Ambient Chatting

Ken AshfordScience & TechnologyLeave a Comment

I’ve occasionally felt vaguely guilty that I’m inattentive online chatter. I wander away from the computer, forget to respond, sign off without warning, pick up conversations two hours later, and generally treat the blinking little IM window as if it’s optional.

But should I feel guilty?  What’s the etiquette for IMs and video chatting?

Speaking primarily about video chatting, I think this blogger is on to something….

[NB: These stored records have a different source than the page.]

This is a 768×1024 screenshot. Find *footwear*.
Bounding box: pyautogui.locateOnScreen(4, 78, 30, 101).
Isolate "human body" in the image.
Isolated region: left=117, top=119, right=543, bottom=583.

I think it depends on how you use IM. My preferred method is to have ambient chats — conversations that continue, with varying levels of activity, throughout the day. Ambient chats are characterized by the following informal rules:

  • Immediate responses are neither required nor expected.
  • Unless they have just posed or been asked a direct question, either party can sign off at any time without explanation or repercussion.
  • It is acceptable to send links or other media with no introduction.

In ambient chatting, your friends are there, but they’re not making any demands on you. Often an ambient chat will become an active chat for five or ten minutes at a time–you’ll send responses quickly back and forth about a particular issue. But at some point, things will trail off, no "got to go!" or "cya l8r!" necessary. Maybe they had to go make a sandwich, or you just got sick of the conversation. Maybe there was simply nothing else to say. Ambient chatting requires a great deal of trust. Without it, you run the risk of snubbing your partner when you delay a response or sign off quickly.

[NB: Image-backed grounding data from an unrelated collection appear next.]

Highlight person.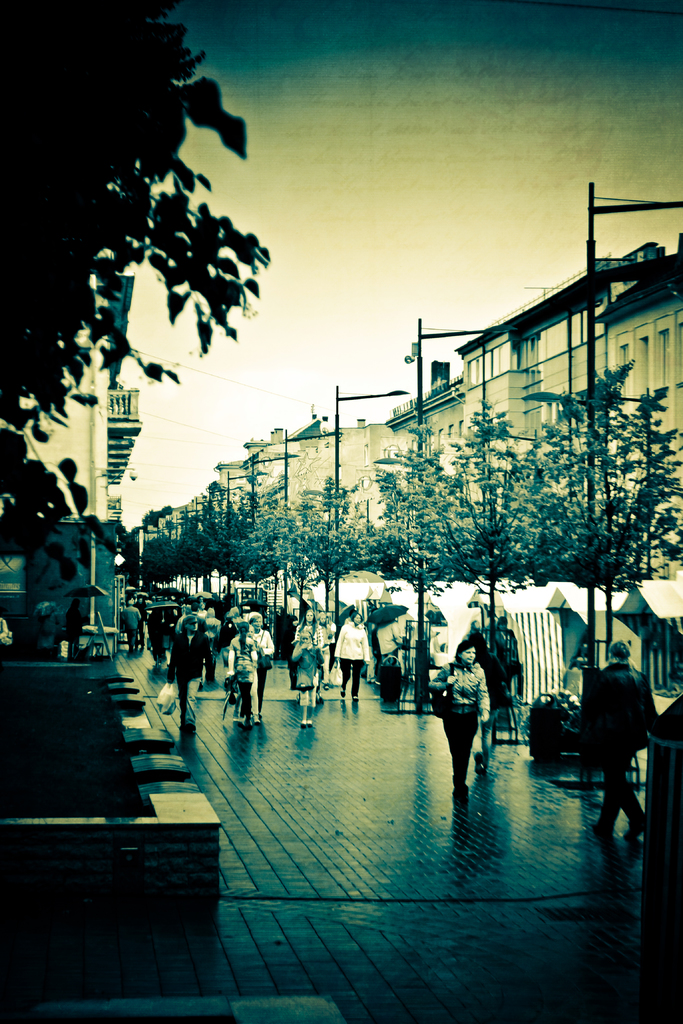
Highlighted region: 578 638 655 848.
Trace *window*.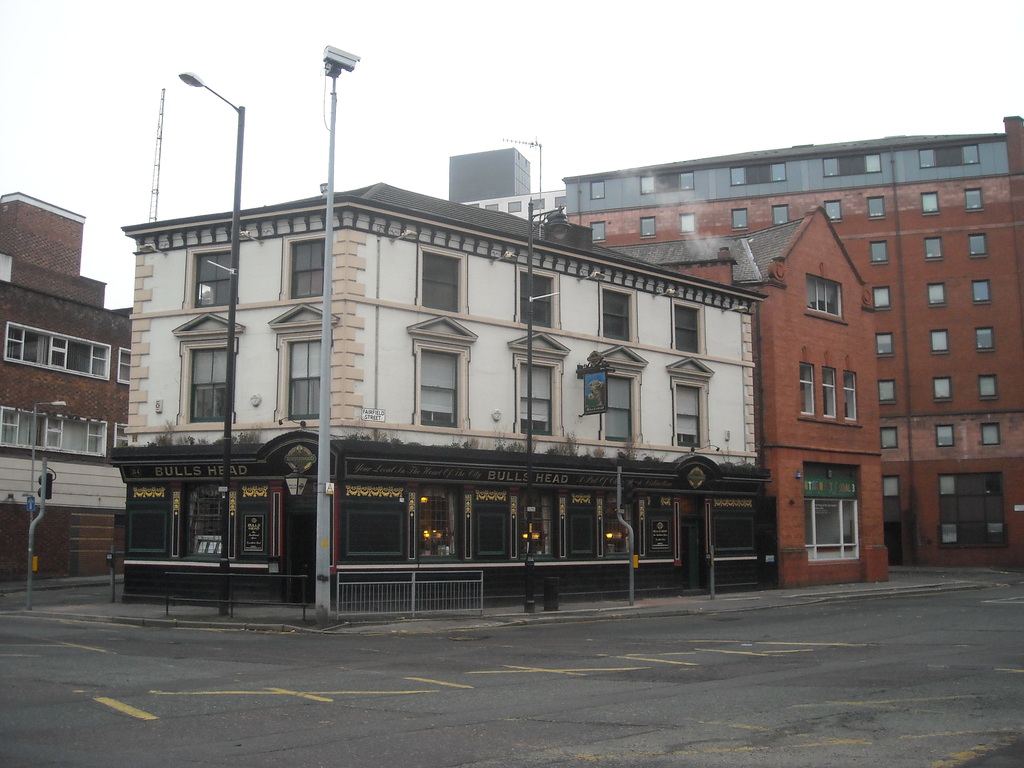
Traced to (939,526,959,545).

Think of ambient chats as the opposite of telephone conversations. Telephone conversations force you into an artificial mode of interaction characterized by the expectation of constant, unrelenting conversation. This is totally unnatural. Face-to-face conversations are filled with pauses. Some are short, while your partner considers what you’ve said. Some are long, as you just sit together in companionable silence until the next topic comes along. But on the phone, we are expected to fill each available second with talk, and a pause of even a few seconds will produce a panicked "Is everything okay??" (or, in the era of cell phones, "Can you hear me?").

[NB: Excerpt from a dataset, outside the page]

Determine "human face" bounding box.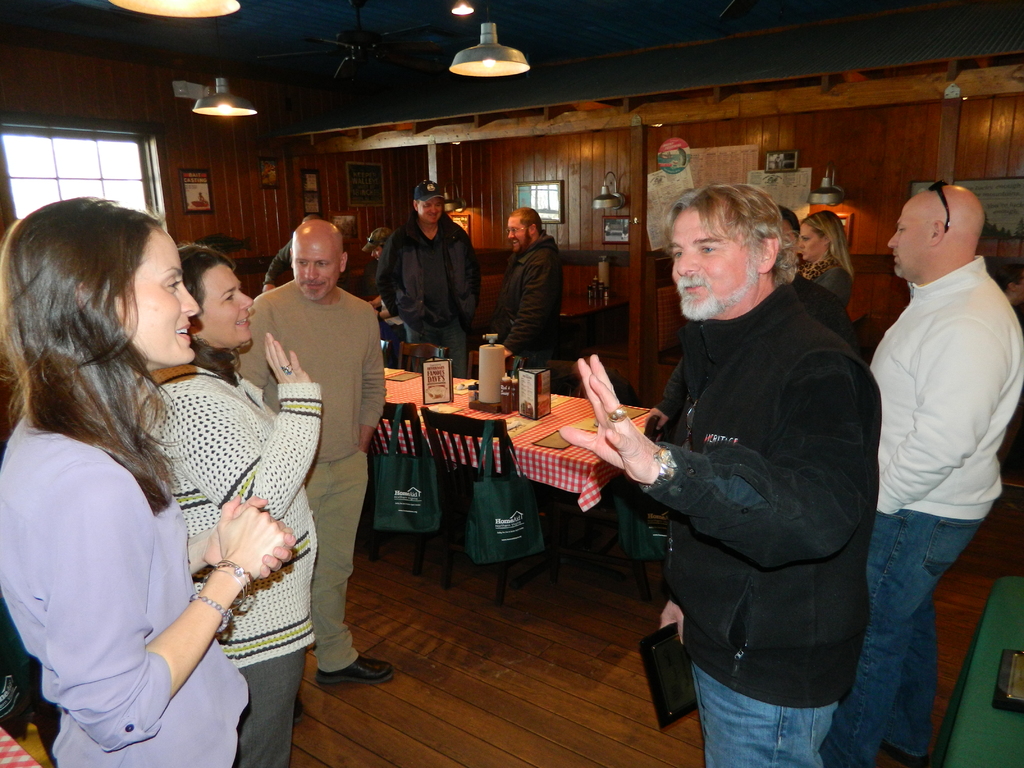
Determined: x1=506, y1=220, x2=527, y2=253.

So, I’m not rude.  I’m an ambient chatter…. when I’m a chatterer at all.  I like to think of IMs as occupying the space between face-to-face or telephone conversations (where response is immediate) and emails (when you reply when you can and want to).  From my limited IM experiences, I think most people are the same way, as the above article suggests.

But I find it interesting how we collectively develop social norms for new modes of communication.  Without, you know, government intervention or whatever.  It appeals to the social psychology major in me (that I am).